A Price You Can Live With: In Illinois, insulin is now $100 per month


In a display of basic decency that a republiclown could never muster, Illinois’s governor JB Pritzker has signed legislation capping the price of insulin at US$100 per month.  Compared to Canada and Mexico, it’s still overpriced, but at least now people won’t have to “ration” it and risk their lives.

Illinois governor signs law capping insulin costs at $100 per month

The Illinois governor has signed a new law that will cap out of pocket insulin costs at $100 for a 30-day supply.

Diabetes affects approximately 1,300,000 adults in Illinois. People with Type 1 diabetes and some with Type 2 diabetes need insulin, but price hikes make insulin difficult to afford for the uninsured, and those whose coverage requires significant cost sharing, according to a release from Illinois Gov. JB Pritzker’s Office on Jan. 24.

“Health care is a right for all, not a privilege and that is why I am so proud that we created an insulin price cap that successfully puts patients above profit,” according to Gov. JB Pritzker.

According to the British Medical Journal, it costs between US$72 and US$133 to produce a year’s supply of insulin for one person.  Not one month, but one year.  At US$50 per month, that’s still a 400-500% profit.  From Business Insider, 2018:

Insulin prices could be much lower and drug makers would still make healthy profits

As prices for diabetes treatments continue to roil consumers, a new study suggests that manufacturers could make both human and analog insulins at low costs and still pocket a profit.

[…]

“Anyone with Type 1 diabetes should be able to buy insulin for under $100 per year, including the long-acting forms,” said Andrew Hill, a study co-author and senior visiting research fellow at the University of Liverpool. “Pharmaceutical companies cannot justify charging governments $532 per person per year in the U.K. and $1,251 in the U.S., let alone similar amounts in low- and middle-income countries.”

As Goldman Sachs asked in 2018, “Is curing patients a sustainable business model?”

 

Comments

  1. says

    A sore point for me. I think the easy “cures” have been found. There never was a cure for polio. Just a preventative vaccine.
    And now we have an HPV vaccine that we can’t get people to take.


[Task objective] Using the data below, gather each line that includes the word "modeled".

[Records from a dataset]
-*-
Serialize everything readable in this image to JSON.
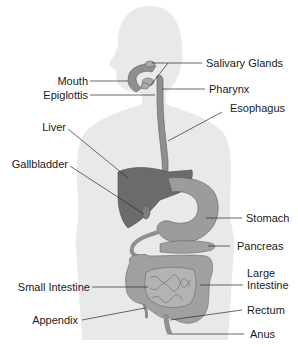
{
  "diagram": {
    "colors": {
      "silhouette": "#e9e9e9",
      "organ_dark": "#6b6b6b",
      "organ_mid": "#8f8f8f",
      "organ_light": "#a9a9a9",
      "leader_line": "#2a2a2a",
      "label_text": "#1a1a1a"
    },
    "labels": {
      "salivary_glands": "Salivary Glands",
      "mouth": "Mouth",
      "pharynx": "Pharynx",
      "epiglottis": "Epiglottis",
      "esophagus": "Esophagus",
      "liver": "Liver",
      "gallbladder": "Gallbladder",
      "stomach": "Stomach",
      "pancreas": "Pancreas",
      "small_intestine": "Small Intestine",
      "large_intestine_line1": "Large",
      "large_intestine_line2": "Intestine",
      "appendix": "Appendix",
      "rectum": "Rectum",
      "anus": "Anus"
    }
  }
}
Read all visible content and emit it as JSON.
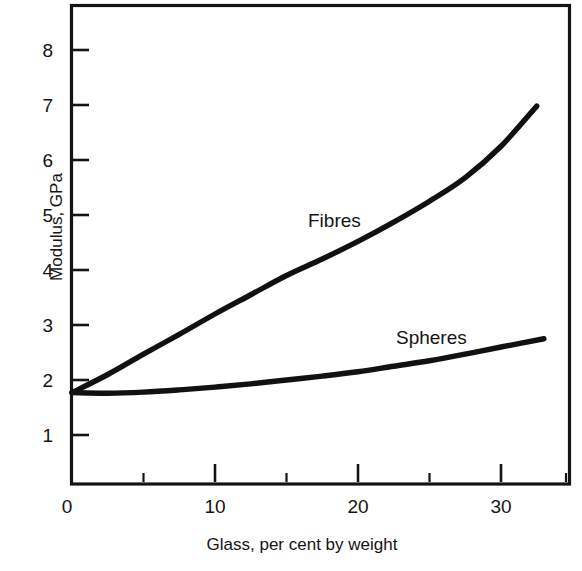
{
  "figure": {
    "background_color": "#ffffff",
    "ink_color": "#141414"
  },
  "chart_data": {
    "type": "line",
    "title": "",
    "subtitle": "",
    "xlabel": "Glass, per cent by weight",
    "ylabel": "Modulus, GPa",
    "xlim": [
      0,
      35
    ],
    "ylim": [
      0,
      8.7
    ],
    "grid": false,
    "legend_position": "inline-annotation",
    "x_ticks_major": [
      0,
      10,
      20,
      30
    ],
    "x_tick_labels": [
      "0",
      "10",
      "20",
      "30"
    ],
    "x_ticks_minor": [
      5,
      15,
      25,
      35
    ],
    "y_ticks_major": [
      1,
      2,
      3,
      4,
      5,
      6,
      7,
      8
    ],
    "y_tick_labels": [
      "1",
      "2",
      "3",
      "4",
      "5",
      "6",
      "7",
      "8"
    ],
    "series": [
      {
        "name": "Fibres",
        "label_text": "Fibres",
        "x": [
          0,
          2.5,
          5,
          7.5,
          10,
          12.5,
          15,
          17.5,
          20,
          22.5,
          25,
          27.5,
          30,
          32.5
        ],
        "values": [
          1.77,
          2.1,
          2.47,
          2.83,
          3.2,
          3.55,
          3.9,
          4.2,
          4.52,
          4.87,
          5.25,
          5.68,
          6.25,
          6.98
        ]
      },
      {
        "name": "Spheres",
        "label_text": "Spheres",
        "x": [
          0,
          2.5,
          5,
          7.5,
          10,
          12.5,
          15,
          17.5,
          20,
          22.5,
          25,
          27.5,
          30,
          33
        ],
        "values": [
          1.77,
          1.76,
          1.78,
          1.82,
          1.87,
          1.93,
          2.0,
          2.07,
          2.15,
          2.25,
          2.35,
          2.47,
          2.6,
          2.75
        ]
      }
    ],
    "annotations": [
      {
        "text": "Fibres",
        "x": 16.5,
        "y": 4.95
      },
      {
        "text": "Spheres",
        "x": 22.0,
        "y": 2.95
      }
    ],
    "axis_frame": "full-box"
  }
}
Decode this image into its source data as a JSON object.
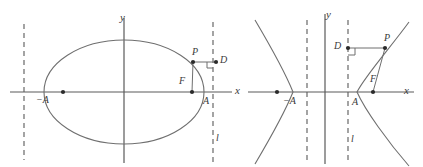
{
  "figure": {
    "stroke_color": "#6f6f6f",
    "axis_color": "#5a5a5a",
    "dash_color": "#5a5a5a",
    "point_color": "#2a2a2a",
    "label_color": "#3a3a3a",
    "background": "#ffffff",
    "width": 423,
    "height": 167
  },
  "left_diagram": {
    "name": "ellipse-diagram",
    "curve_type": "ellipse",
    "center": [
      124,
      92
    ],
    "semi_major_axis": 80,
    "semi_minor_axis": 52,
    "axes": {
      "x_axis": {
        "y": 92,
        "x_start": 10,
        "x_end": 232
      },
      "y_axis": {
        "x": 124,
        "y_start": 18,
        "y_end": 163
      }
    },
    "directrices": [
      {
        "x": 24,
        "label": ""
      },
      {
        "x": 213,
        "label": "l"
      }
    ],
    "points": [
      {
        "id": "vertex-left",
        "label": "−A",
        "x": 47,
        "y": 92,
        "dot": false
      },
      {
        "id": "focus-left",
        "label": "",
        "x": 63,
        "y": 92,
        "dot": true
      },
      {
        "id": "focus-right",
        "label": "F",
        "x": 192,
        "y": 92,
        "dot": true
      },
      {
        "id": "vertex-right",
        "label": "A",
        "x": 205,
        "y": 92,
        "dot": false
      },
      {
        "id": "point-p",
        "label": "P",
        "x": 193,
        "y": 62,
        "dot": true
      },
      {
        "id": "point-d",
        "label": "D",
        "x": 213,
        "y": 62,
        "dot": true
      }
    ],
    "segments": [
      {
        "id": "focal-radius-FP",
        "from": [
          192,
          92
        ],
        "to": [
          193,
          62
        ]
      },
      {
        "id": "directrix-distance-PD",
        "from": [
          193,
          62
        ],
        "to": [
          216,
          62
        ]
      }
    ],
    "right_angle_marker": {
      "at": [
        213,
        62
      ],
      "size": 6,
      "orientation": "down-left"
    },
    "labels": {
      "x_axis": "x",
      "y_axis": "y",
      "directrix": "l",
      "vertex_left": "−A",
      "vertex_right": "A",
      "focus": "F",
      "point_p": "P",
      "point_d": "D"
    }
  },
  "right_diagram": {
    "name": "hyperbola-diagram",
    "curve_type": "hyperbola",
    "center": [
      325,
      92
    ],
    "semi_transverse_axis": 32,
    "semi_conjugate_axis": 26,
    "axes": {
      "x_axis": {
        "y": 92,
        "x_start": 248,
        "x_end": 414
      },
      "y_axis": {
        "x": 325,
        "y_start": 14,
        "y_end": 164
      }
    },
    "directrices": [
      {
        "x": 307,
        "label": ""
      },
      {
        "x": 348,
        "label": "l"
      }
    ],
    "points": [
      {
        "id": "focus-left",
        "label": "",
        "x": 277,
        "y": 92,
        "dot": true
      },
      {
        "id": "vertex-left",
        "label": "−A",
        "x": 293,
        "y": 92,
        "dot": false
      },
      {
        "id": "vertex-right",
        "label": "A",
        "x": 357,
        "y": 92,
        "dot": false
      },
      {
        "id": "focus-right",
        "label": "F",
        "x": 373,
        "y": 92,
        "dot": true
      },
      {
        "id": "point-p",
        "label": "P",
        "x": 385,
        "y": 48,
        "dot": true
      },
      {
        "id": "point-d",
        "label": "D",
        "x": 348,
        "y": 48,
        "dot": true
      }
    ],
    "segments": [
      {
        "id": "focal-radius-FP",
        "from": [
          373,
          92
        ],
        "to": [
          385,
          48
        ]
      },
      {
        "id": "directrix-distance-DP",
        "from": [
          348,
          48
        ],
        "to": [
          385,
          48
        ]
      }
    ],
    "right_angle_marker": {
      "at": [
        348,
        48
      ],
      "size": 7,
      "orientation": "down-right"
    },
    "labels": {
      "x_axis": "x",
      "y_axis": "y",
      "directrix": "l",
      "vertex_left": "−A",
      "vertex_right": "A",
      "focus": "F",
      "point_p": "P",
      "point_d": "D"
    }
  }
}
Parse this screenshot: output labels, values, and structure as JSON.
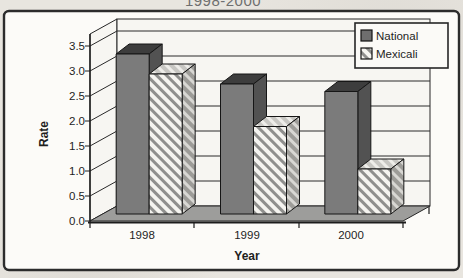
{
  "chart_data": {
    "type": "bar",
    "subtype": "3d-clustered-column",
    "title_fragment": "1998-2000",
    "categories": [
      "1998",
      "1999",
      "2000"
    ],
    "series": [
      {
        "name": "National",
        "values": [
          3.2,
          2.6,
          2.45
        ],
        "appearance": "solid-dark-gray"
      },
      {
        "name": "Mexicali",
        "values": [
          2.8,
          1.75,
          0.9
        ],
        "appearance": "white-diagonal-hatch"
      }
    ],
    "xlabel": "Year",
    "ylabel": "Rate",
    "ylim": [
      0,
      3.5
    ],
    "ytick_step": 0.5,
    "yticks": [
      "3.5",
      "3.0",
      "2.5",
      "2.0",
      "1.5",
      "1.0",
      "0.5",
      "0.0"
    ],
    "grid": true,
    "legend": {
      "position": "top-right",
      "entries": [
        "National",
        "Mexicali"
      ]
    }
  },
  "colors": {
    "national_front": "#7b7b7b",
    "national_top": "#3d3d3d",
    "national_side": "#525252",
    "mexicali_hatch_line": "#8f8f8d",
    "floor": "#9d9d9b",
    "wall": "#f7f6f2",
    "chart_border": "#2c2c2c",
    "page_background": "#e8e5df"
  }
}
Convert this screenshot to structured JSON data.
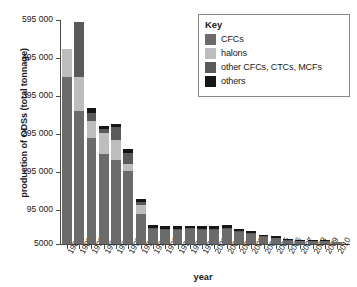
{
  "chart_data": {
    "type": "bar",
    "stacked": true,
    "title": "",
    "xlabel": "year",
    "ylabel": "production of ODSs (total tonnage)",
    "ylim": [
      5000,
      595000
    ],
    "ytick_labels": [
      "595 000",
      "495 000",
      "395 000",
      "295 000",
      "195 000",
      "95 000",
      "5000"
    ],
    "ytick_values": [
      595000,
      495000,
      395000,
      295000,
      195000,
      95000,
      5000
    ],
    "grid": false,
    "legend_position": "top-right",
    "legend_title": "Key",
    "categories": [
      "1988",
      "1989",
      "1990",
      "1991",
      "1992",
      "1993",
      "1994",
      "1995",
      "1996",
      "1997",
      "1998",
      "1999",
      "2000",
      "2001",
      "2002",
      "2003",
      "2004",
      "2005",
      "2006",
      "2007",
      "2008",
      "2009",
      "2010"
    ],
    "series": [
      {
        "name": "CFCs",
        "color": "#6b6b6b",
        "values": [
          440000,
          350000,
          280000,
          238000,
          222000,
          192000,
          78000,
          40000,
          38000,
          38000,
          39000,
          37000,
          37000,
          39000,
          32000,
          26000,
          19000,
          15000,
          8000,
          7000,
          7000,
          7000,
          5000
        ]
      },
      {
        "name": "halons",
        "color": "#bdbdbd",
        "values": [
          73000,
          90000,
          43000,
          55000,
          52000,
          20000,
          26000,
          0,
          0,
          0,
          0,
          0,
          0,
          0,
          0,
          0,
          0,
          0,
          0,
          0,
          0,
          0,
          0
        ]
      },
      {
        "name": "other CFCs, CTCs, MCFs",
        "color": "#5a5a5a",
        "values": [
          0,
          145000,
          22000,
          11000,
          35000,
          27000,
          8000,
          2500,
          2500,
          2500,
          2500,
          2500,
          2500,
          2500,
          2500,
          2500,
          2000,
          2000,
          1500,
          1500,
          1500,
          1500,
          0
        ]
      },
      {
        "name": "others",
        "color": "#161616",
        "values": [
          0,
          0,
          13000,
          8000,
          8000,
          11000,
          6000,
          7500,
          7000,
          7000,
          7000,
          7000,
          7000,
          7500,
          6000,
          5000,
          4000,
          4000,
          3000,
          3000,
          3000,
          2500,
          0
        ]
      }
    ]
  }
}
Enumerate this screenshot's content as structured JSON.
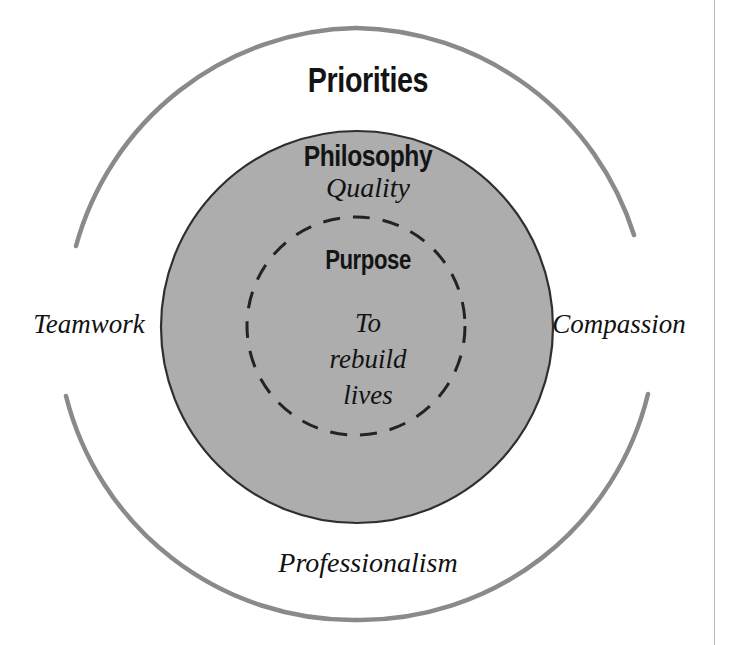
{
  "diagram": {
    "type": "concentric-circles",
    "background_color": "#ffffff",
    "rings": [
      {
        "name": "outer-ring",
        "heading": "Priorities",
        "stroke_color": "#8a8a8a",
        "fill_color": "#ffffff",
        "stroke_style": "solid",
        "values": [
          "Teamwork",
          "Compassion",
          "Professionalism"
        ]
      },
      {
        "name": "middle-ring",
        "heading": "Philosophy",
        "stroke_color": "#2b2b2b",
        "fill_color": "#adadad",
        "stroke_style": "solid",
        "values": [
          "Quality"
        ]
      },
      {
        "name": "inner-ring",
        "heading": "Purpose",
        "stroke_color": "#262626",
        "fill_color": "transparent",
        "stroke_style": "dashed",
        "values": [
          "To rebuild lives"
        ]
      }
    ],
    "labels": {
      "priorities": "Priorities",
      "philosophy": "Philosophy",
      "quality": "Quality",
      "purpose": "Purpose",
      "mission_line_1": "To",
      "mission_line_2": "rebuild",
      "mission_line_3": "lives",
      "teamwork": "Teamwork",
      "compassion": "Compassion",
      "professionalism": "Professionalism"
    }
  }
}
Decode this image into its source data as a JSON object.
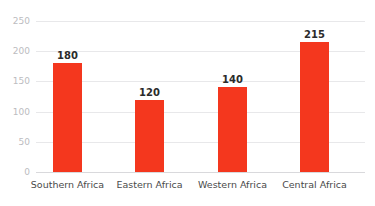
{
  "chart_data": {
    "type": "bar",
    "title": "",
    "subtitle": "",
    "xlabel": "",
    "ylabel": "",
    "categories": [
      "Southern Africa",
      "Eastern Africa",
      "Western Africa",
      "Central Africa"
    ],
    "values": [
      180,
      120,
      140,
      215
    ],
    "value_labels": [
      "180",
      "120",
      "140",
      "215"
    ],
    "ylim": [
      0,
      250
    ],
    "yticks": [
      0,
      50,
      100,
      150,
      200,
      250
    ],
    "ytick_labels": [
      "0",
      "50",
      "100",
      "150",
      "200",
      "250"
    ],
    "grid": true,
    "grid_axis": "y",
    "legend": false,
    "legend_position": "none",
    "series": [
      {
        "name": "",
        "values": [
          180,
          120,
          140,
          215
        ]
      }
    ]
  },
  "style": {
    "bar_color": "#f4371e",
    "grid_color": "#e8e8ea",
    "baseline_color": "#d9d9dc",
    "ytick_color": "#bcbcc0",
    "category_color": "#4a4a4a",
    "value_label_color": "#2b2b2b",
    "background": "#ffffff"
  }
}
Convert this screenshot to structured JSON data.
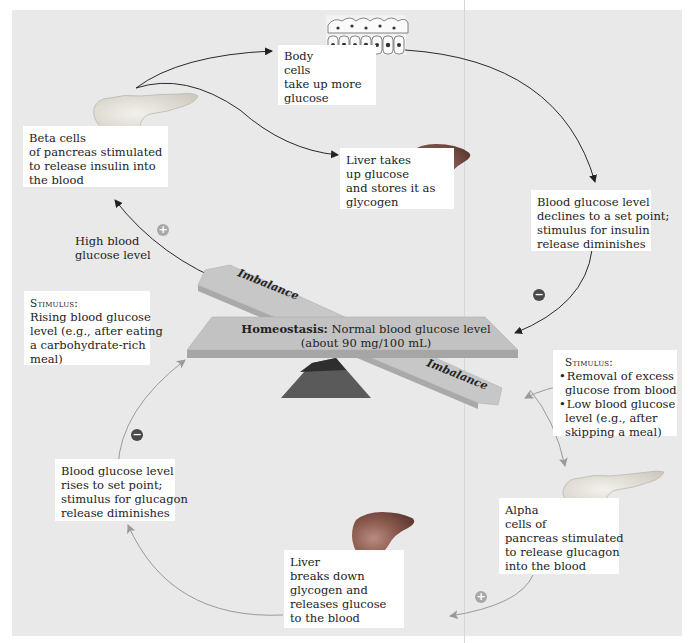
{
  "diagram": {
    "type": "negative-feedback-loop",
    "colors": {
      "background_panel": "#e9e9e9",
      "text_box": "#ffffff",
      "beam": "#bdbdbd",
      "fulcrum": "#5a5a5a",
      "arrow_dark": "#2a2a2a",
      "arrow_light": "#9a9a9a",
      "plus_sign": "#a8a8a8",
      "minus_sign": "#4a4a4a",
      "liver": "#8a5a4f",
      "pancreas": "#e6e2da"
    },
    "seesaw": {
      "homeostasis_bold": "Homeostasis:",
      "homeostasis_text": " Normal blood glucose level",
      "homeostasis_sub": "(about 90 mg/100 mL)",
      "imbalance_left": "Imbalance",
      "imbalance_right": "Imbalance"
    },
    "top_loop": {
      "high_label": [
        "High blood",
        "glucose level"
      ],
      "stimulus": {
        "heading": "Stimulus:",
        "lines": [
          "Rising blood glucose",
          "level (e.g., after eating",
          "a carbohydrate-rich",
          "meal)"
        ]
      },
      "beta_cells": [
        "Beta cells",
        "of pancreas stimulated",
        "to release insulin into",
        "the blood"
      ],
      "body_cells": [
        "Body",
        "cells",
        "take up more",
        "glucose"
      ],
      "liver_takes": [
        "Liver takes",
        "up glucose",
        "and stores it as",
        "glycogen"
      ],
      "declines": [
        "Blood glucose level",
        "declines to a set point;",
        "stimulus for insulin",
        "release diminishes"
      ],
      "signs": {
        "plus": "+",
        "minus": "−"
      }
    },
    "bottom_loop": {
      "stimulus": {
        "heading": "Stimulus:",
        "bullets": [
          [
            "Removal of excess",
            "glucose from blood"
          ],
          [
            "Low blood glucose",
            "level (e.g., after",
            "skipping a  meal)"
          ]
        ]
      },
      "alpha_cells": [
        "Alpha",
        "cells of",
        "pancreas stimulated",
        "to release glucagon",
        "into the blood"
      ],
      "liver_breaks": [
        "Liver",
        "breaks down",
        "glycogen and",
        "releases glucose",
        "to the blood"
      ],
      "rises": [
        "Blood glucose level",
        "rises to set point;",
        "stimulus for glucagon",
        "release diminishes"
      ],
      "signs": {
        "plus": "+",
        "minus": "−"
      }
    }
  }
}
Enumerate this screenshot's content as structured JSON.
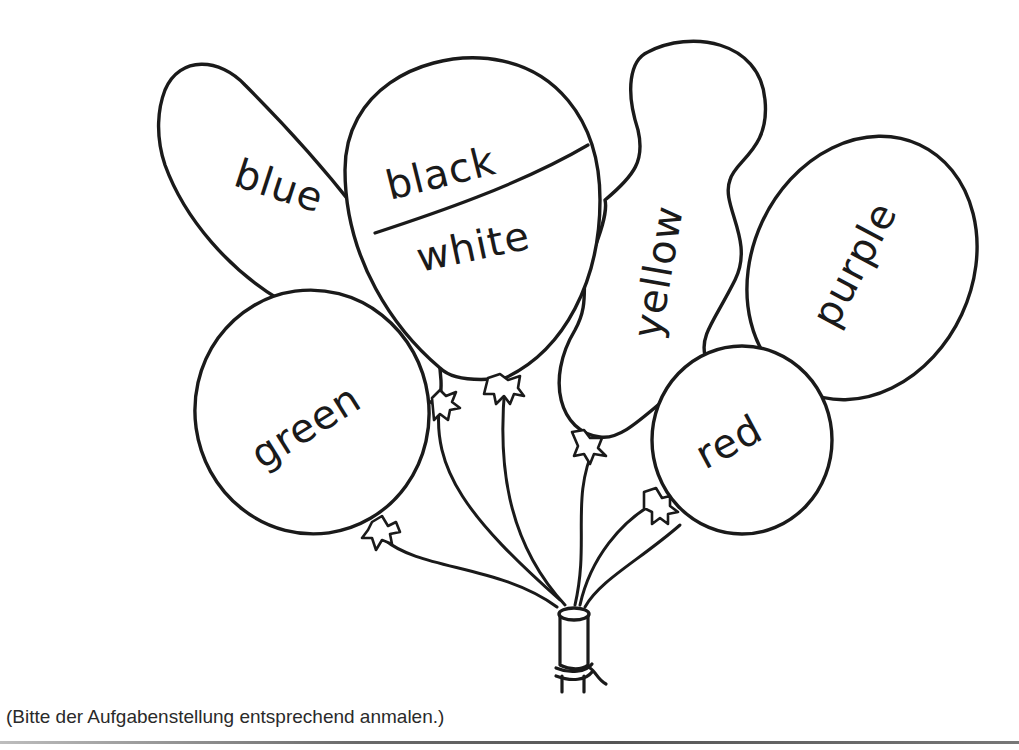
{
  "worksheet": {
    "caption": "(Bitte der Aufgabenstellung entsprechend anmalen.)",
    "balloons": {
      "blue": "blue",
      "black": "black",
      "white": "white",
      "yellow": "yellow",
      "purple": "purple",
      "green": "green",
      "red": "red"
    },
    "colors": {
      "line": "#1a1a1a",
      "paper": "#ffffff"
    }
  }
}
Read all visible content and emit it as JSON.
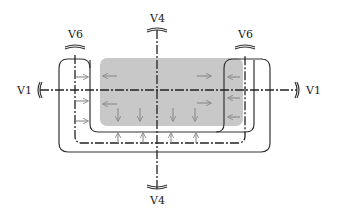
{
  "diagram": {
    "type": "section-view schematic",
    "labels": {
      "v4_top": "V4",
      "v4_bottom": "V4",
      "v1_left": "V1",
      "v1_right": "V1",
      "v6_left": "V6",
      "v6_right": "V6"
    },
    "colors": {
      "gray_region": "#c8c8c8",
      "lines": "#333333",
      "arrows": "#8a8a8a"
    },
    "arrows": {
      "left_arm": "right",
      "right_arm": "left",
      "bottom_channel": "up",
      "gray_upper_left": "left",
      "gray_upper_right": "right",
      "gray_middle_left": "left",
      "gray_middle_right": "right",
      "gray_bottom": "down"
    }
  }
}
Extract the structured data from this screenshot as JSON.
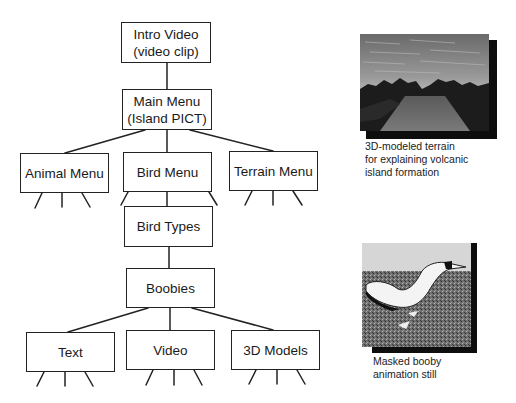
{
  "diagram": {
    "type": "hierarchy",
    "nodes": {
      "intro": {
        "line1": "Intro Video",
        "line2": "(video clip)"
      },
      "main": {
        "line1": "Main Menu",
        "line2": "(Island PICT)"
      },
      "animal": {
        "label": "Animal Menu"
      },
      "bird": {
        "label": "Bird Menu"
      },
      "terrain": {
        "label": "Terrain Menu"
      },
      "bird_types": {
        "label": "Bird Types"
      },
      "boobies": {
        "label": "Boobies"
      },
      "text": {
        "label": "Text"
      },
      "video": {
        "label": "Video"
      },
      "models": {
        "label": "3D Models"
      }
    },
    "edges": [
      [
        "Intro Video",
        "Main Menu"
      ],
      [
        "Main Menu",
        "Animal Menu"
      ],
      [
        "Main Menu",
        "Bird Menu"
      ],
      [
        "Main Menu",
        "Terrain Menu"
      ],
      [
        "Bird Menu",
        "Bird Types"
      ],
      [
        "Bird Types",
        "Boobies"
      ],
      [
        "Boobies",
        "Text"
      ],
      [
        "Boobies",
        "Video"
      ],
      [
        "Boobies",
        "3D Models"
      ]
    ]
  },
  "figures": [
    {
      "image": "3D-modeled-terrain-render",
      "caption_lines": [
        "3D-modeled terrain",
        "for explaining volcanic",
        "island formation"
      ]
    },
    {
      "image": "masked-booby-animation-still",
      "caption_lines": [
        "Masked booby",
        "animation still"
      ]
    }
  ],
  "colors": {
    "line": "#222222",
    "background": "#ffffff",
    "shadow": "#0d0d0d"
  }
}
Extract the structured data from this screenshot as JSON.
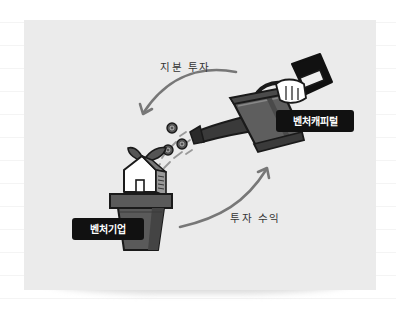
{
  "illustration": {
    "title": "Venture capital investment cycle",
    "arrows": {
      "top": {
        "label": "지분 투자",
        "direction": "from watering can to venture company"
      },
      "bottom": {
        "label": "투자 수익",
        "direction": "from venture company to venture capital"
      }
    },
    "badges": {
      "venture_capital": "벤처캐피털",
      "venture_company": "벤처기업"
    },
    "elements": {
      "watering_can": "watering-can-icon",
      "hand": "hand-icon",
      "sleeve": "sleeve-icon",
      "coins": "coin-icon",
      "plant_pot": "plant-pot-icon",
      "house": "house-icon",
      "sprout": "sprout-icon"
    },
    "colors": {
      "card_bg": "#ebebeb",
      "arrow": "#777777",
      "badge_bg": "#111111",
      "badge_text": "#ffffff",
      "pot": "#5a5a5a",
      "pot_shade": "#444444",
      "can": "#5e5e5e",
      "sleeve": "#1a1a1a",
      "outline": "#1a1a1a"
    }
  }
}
-*-
[Response to this exercise]
      "image": "3D-modeled-terrain-render",
        "3D-modeled terrain",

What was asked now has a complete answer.